Through the sight of Florianov's quivering pistol stood five men in KDF uniform, three of them officers and two with pickaxes, silhouetted against the maw of a freshly-hacked tunnel by a blinding floodlight. Others stood behind them, figures in dark hooded robes. The three officers jolted at the sight of Florianov and his pistol, but found the wit to laugh as he recognised their uniforms and hastily lowered it.
"Site 215?" said one of them.
"Yes sir," said Florianov, a mixture of relief and utter bewilderment flowing through him. "Forgive me, I..."
He was interrupted by the clatter of an object bouncing forward past his feet. Bantz's sketchy grenade - minus its pin - went rolling into the freshly-cut tunnel.
There was no time to react. Before Florianov could turn and call out Bantz for the hysterical idiot he was, a flash of blinding white filled his entire field of vision, accompanied by an otherwordly hiss as he instinctively crouched to the floor. Then, somewhere beyond the blobby mess of his burned-out retinas, he heard the screams of his incinerated visitors echoing off the walls. A little of his sight came back to him, useless as it beheld a cloud of dense creamy smoke filing the room. He became aware of a force tugging the pistol out of his hand, followed by a rapid succession of gunshots that illuminated the smoke in yellow flashes.
"Bantz!" he yelled, "Stop!"
For his efforts he felt two bullets tearing through his torso like chariots of pain, causing him to crumple on the floor. His perception of the world began to fade away instantly, but with satisfaction he noted a volley of gunfire coming from the visitors' tunnel and the corresponding thud of Bantz's body falling behind him.
For a while he thought and felt nothing, besides a general acceptance that he was dead. Then, after an unguessable period of time, he found he could hear the sound of people walking around. A little light crept into his eyes, and in that light was a series of human shapes - another officer, shouting something. He was shouting for a medic. Another figure, presumably the medic, came bounding toward him, only to be stopped by one of the dark hooded figures who seemed to appear from nowhere and spoke in a calm, low voice:
"You will allow death to take him, colonel, as it has taken his foolish friend. They will come to no harm in the world beyond. The fewer who know of our work here, the better."

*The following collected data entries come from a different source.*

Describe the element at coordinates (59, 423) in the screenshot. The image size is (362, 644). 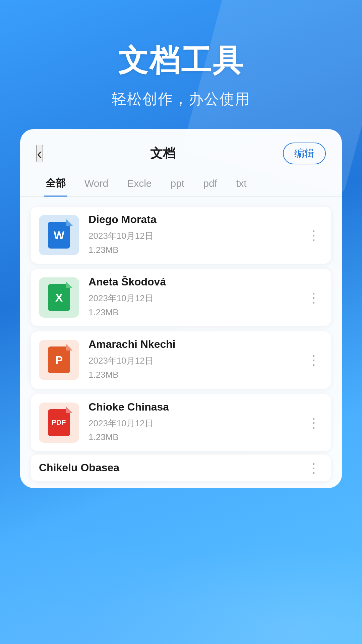
I see `pdf-icon-text: PDF` at that location.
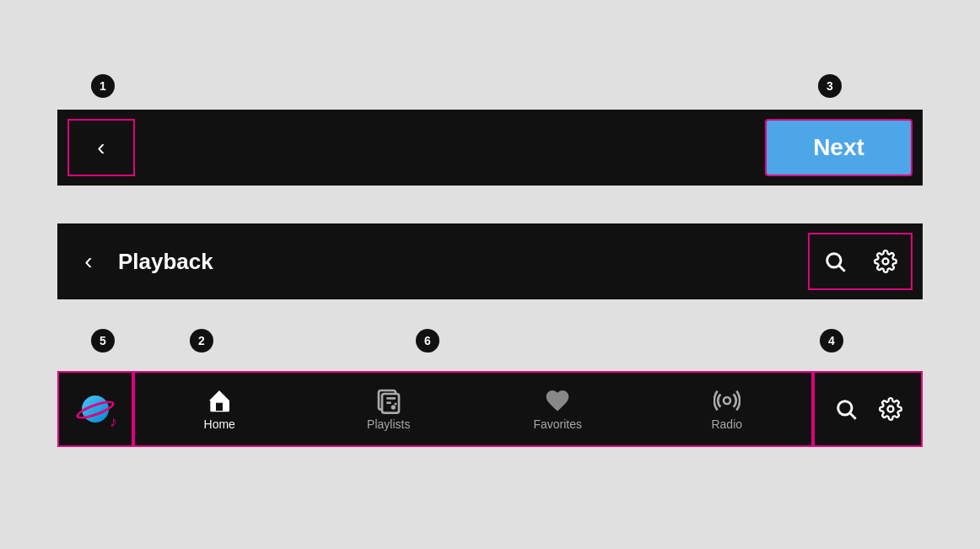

"But brother," said the colonel, "We had him lined up for retention in the site upgrade. His record is impeccable. And he's a KDF man! How can we abandon one of our own?"
"Your sentiment is enlightened, colonel," said the hooded figure, "but fate has decided against you on this occasion, and I do not intend to debate the matter with the uninitiated. He will have the proper rites to send him on his way... of that you are assured."
A huff of frustration, and the colonel was gone. Florianov's attempted screams of protest were muted by his paralysed body, helpless to do anything but process his senses which began to sink away again. His last sight was a hand from the hooded figure's gaping sleeve, extending two fingers to press his eyelids closed.
"Farewell, warrior of the light. The Garden awaits you."